Matt Damon in Eastwood's 'Hereafter'

Matt Damon as George Lonegan in Warner Bros. Pictures' drama "Hereafter." Credit: Warner Bros. Pictures
A man named Jo is crushed by a truck in Henri-Georges Clouzot's brutal 1953 film, "The Wages of Fear." Dying, Jo imagines himself a child climbing a fence. What, asks his caregiver, do you see? Says Jo, with his last breath: "Nothing!"
Did I mention the film is French? Such bleak sentiments rarely surface in American movies, and "Hereafter," Clint Eastwood's solemn but ultimately reassuring peek over that fence, is no exception. It's well acted, intelligently written by Peter Morgan ("Frost/Nixon") and would like to say something new about a heck of an old subject. That, as you might imagine, is one tall order.
The very structure of the script - three strangers whose lives will converge - presupposes a cosmic order. A French news anchor, Marie Lelay (Cécile de France), has a near-death experience during the 2004 Asian tsunami. Marcus, a London schoolboy, yearns to contact his dead twin, Jason (George and Frankie McLaren, respectively). In San Francisco, George Lonegan (Matt Damon) is a lonely psychic who curses his gift.
As a director, Eastwood can be hit ("Unforgiven") or miss ("Blood Work"), and here he's both. His powerful re-creation of the tsunami will put the fear of God into you, but his vision of the afterlife - white light, blurry figures - is banal and familiar. Marie's transformation into a true believer mimics that of Richard Dreyfuss' Roy Neary in "Close Encounters of the Third Kind," a movie that was already an allegory for spiritual epiphany. And although Damon is convincing, the reluctant psychic is not exactly a novelty (think "The Dead Zone" for starters).
Eastwood, at 80 years old, may well be thinking about death. His film, however, is only pretending to. "Hereafter" asks no questions that it hasn't already answered. Spoiler alert: There is an afterlife, and everything will be OK.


> What to do
Please repeat, exactly as they stand, the line containing "Image is 448x477 pixels." and the lines after it through the final line of the listing below, minus pictures.

> Data listing
============================================================
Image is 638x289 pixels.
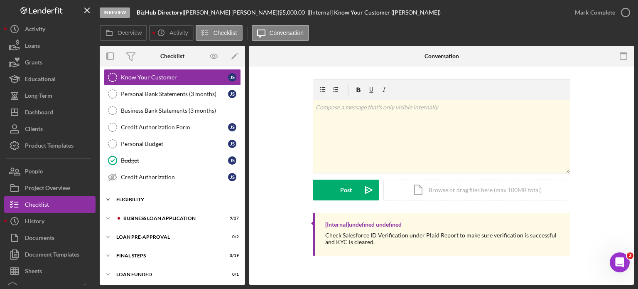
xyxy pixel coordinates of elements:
[196,25,243,41] button: Checklist
[25,37,40,56] div: Loans
[25,120,43,139] div: Clients
[25,179,70,198] div: Project Overview
[121,174,228,180] div: Credit Authorization
[25,54,42,73] div: Grants
[228,123,236,131] div: j s
[25,229,54,248] div: Documents
[575,4,615,21] div: Mark Complete
[116,272,218,277] div: LOAN FUNDED
[4,179,96,196] button: Project Overview
[279,9,307,16] div: $5,000.00
[121,140,228,147] div: Personal Budget
[252,25,310,41] button: Conversation
[25,196,49,215] div: Checklist
[25,137,74,156] div: Product Templates
[104,102,241,119] a: Business Bank Statements (3 months)
[137,9,182,16] b: BizHub Directory
[184,9,279,16] div: [PERSON_NAME] [PERSON_NAME] |
[116,234,218,239] div: LOAN PRE-APPROVAL
[25,104,53,123] div: Dashboard
[104,86,241,102] a: Personal Bank Statements (3 months)js
[4,21,96,37] button: Activity
[25,213,44,231] div: History
[228,173,236,181] div: j s
[4,71,96,87] button: Educational
[121,91,228,97] div: Personal Bank Statements (3 months)
[104,152,241,169] a: Budgetjs
[4,196,96,213] button: Checklist
[25,87,52,106] div: Long-Term
[121,157,228,164] div: Budget
[4,246,96,263] button: Document Templates
[228,73,236,81] div: j s
[149,25,193,41] button: Activity
[104,69,241,86] a: Know Your Customerjs
[270,29,304,36] label: Conversation
[4,87,96,104] button: Long-Term
[214,29,237,36] label: Checklist
[118,29,142,36] label: Overview
[123,216,218,221] div: BUSINESS LOAN APPLICATION
[627,252,634,259] span: 2
[25,71,56,89] div: Educational
[425,53,459,59] div: Conversation
[25,21,45,39] div: Activity
[4,137,96,154] button: Product Templates
[228,90,236,98] div: j s
[116,197,235,202] div: ELIGIBILITY
[325,221,402,228] div: [Internal] undefined undefined
[121,124,228,130] div: Credit Authorization Form
[4,37,96,54] button: Loans
[104,135,241,152] a: Personal Budgetjs
[116,253,218,258] div: FINAL STEPS
[567,4,634,21] button: Mark Complete
[224,253,239,258] div: 0 / 19
[224,234,239,239] div: 0 / 2
[104,119,241,135] a: Credit Authorization Formjs
[228,156,236,165] div: j s
[224,216,239,221] div: 9 / 27
[25,263,42,281] div: Sheets
[340,179,352,200] div: Post
[610,252,630,272] iframe: Intercom live chat
[228,140,236,148] div: j s
[170,29,188,36] label: Activity
[160,53,184,59] div: Checklist
[4,263,96,279] button: Sheets
[4,213,96,229] button: History
[4,104,96,120] button: Dashboard
[104,169,241,185] a: Credit Authorizationjs
[4,163,96,179] button: People
[307,9,441,16] div: | [Internal] Know Your Customer ([PERSON_NAME])
[325,232,562,245] div: Check Salesforce ID Verification under Plaid Report to make sure verification is successful and K...
[100,7,130,18] div: In Review
[4,229,96,246] button: Documents
[137,9,184,16] div: |
[100,25,147,41] button: Overview
[224,272,239,277] div: 0 / 1
[25,246,79,265] div: Document Templates
[313,179,379,200] button: Post
[4,54,96,71] button: Grants
[121,107,241,114] div: Business Bank Statements (3 months)
[4,120,96,137] button: Clients
[121,74,228,81] div: Know Your Customer
[25,163,43,182] div: People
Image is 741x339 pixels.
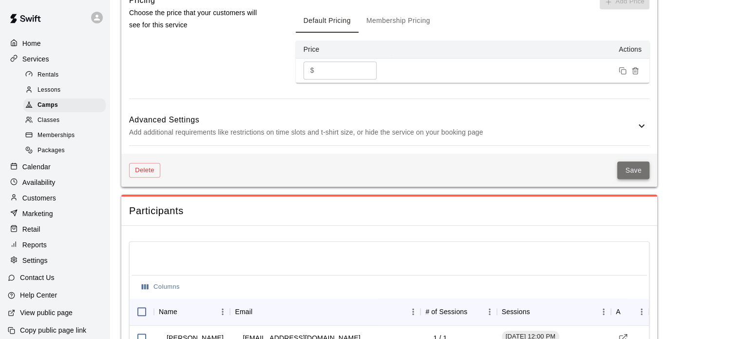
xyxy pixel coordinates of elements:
button: Save [618,161,650,179]
a: Home [8,36,102,51]
p: Home [22,39,41,48]
p: Help Center [20,290,57,300]
p: Calendar [22,162,51,172]
th: Price [296,40,393,58]
p: $ [310,65,314,76]
a: Lessons [23,82,110,97]
span: Memberships [38,131,75,140]
div: Name [159,298,177,325]
div: Advanced SettingsAdd additional requirements like restrictions on time slots and t-shirt size, or... [129,107,650,145]
a: Calendar [8,159,102,174]
span: Classes [38,116,59,125]
button: Duplicate price [617,64,629,77]
button: Remove price [629,64,642,77]
div: Rentals [23,68,106,82]
div: Packages [23,144,106,157]
button: Membership Pricing [359,9,438,33]
a: Packages [23,143,110,158]
h6: Advanced Settings [129,114,636,126]
button: Menu [483,304,497,319]
button: Sort [530,305,544,318]
p: Copy public page link [20,325,86,335]
span: Rentals [38,70,59,80]
div: Memberships [23,129,106,142]
a: Services [8,52,102,66]
div: Sessions [502,298,530,325]
p: View public page [20,308,73,317]
p: Marketing [22,209,53,218]
a: Classes [23,113,110,128]
a: Availability [8,175,102,190]
button: Sort [621,305,635,318]
span: Participants [129,204,650,217]
a: Camps [23,98,110,113]
a: Retail [8,222,102,236]
p: Choose the price that your customers will see for this service [129,7,265,31]
a: Customers [8,191,102,205]
p: Reports [22,240,47,250]
button: Menu [635,304,649,319]
p: Retail [22,224,40,234]
p: Settings [22,255,48,265]
span: Lessons [38,85,61,95]
div: Sessions [497,298,612,325]
div: # of Sessions [425,298,467,325]
button: Menu [597,304,611,319]
p: Customers [22,193,56,203]
th: Actions [393,40,650,58]
button: Sort [252,305,266,318]
a: Marketing [8,206,102,221]
button: Menu [215,304,230,319]
div: Email [230,298,421,325]
button: Menu [406,304,421,319]
button: Default Pricing [296,9,359,33]
span: Camps [38,100,58,110]
a: Settings [8,253,102,268]
p: Contact Us [20,272,55,282]
div: Camps [23,98,106,112]
div: # of Sessions [421,298,497,325]
div: Name [154,298,230,325]
span: Packages [38,146,65,155]
div: Lessons [23,83,106,97]
a: Memberships [23,128,110,143]
button: Sort [467,305,481,318]
p: Services [22,54,49,64]
div: Classes [23,114,106,127]
div: Actions [611,298,649,325]
div: Email [235,298,252,325]
a: Rentals [23,67,110,82]
p: Availability [22,177,56,187]
div: Actions [616,298,621,325]
p: Add additional requirements like restrictions on time slots and t-shirt size, or hide the service... [129,126,636,138]
a: Reports [8,237,102,252]
button: Delete [129,163,160,178]
button: Sort [177,305,191,318]
button: Select columns [139,279,182,294]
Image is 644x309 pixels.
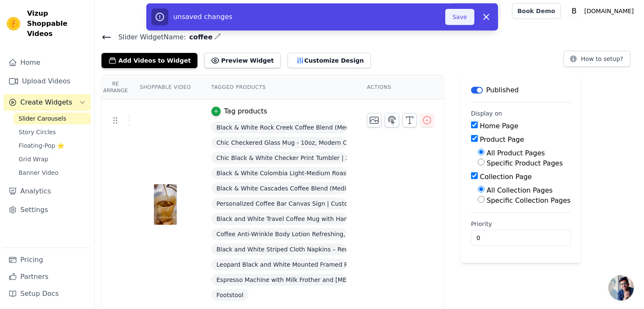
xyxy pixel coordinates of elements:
[129,75,201,99] th: Shoppable Video
[204,53,280,68] button: Preview Widget
[173,13,233,21] span: unsaved changes
[212,121,347,134] span: Black & White Rock Creek Coffee Blend (Medium Roast)
[446,9,474,25] button: Save
[102,75,129,99] th: Re Arrange
[13,153,91,166] a: Grid Wrap
[13,140,91,151] a: Floating-Pop ⭐
[471,220,571,228] label: Priority
[471,109,503,118] legend: Display on
[20,97,72,108] span: Create Widgets
[212,228,347,240] span: Coffee Anti-Wrinkle Body Lotion Refreshing, Delicate, Brightening And Repairing [MEDICAL_DATA] Bo...
[480,173,532,181] label: Collection Page
[608,275,634,301] a: Otvorite chat
[4,286,91,302] a: Setup Docs
[13,167,91,179] a: Banner Video
[288,53,371,68] button: Customize Design
[212,152,347,164] span: Chic Black & White Checker Print Tumbler | 20oz Travel Mug
[480,135,525,143] label: Product Page
[367,113,381,128] button: Change Thumbnail
[487,159,563,167] label: Specific Product Pages
[4,202,91,219] a: Settings
[212,167,347,179] span: Black & White Colombia Light-Medium Roast Coffee Beans & Ground – 12oz
[4,94,91,111] button: Create Widgets
[18,115,66,123] span: Slider Carousels
[186,32,213,42] span: coffee
[18,142,64,150] span: Floating-Pop ⭐
[487,197,571,205] label: Specific Collection Pages
[487,149,545,157] label: All Product Pages
[212,289,249,301] span: Footstool
[212,259,347,271] span: Leopard Black and White Mounted Framed Poster – Premium Oak or Ash Frame
[357,75,444,99] th: Actions
[212,183,347,194] span: Black & White Cascades Coffee Blend (Medium-Dark Roast)
[452,3,500,19] a: Help Setup
[224,106,268,116] div: Tag products
[4,73,91,90] a: Upload Videos
[512,3,561,19] a: Book Demo
[4,54,91,71] a: Home
[4,269,91,286] a: Partners
[154,185,178,225] img: tn-cc588bbea3724c72886a27fb51746469.png
[13,126,91,138] a: Story Circles
[564,51,631,67] button: How to setup?
[18,169,58,177] span: Banner Video
[18,155,48,164] span: Grid Wrap
[18,128,56,137] span: Story Circles
[214,31,221,43] div: Edit Name
[212,274,347,286] span: Espresso Machine with Milk Frother and [MEDICAL_DATA], 15 Bar Automatic Espresso Coffee Machine A...
[212,137,347,149] span: Chic Checkered Glass Mug - 10oz, Modern Coffee Cup, Stylish Drinkware, Unique Gift Idea, Trendy H...
[487,186,553,194] label: All Collection Pages
[212,106,268,116] button: Tag products
[13,113,91,124] a: Slider Carousels
[212,243,347,256] span: Black and White Striped Cloth Napkins – Reusable Polyester Table Napkins for Events, Weddings & D...
[212,198,347,210] span: Personalized Coffee Bar Canvas Sign | Custom Name Wall Art for Home & Café
[480,122,519,130] label: Home Page
[564,57,631,65] a: How to setup?
[4,183,91,200] a: Analytics
[102,53,198,68] button: Add Videos to Widget
[212,213,347,225] span: Black and White Travel Coffee Mug with Handle – Insulated Reusable Tumbler for Hot and Cold Drinks
[4,251,91,269] a: Pricing
[111,32,186,42] span: Slider Widget Name:
[201,75,357,99] th: Tagged Products
[487,85,519,95] p: Published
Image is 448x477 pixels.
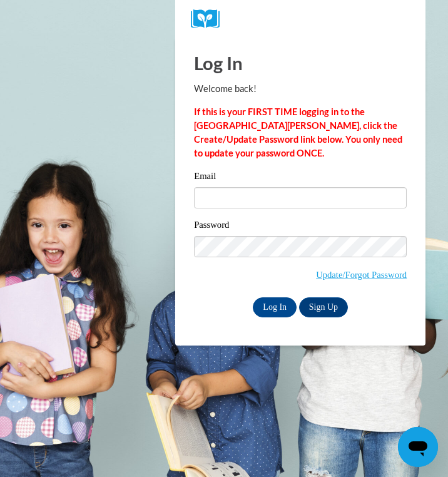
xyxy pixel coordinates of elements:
[194,50,407,76] h1: Log In
[316,270,407,280] a: Update/Forgot Password
[194,171,407,184] label: Email
[194,221,407,233] label: Password
[194,82,407,96] p: Welcome back!
[191,9,228,29] img: Logo brand
[299,297,348,317] a: Sign Up
[191,9,410,29] a: COX Campus
[194,107,402,158] strong: If this is your FIRST TIME logging in to the [GEOGRAPHIC_DATA][PERSON_NAME], click the Create/Upd...
[253,297,297,317] input: Log In
[398,427,438,467] iframe: Button to launch messaging window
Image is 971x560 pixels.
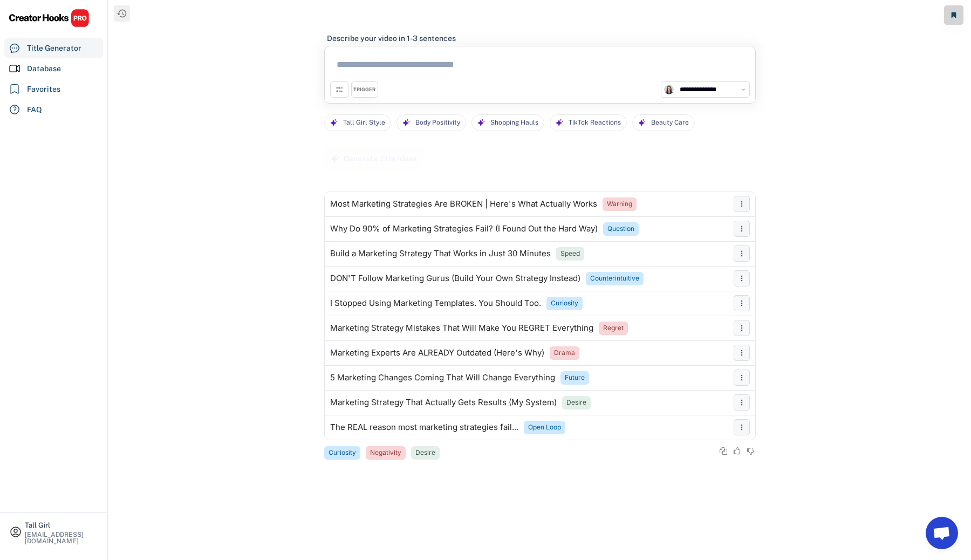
============================================================
> Response area
Image is 448x477 pixels.
xyxy pixel coordinates of elements:
[194,50,407,76] h1: Log In
[316,270,407,280] a: Update/Forgot Password
[194,171,407,184] label: Email
[194,221,407,233] label: Password
[194,82,407,96] p: Welcome back!
[191,9,228,29] img: Logo brand
[299,297,348,317] a: Sign Up
[191,9,410,29] a: COX Campus
[194,107,402,158] strong: If this is your FIRST TIME logging in to the [GEOGRAPHIC_DATA][PERSON_NAME], click the Create/Upd...
[253,297,297,317] input: Log In
[398,427,438,467] iframe: Button to launch messaging window
Image is 971x560 pixels.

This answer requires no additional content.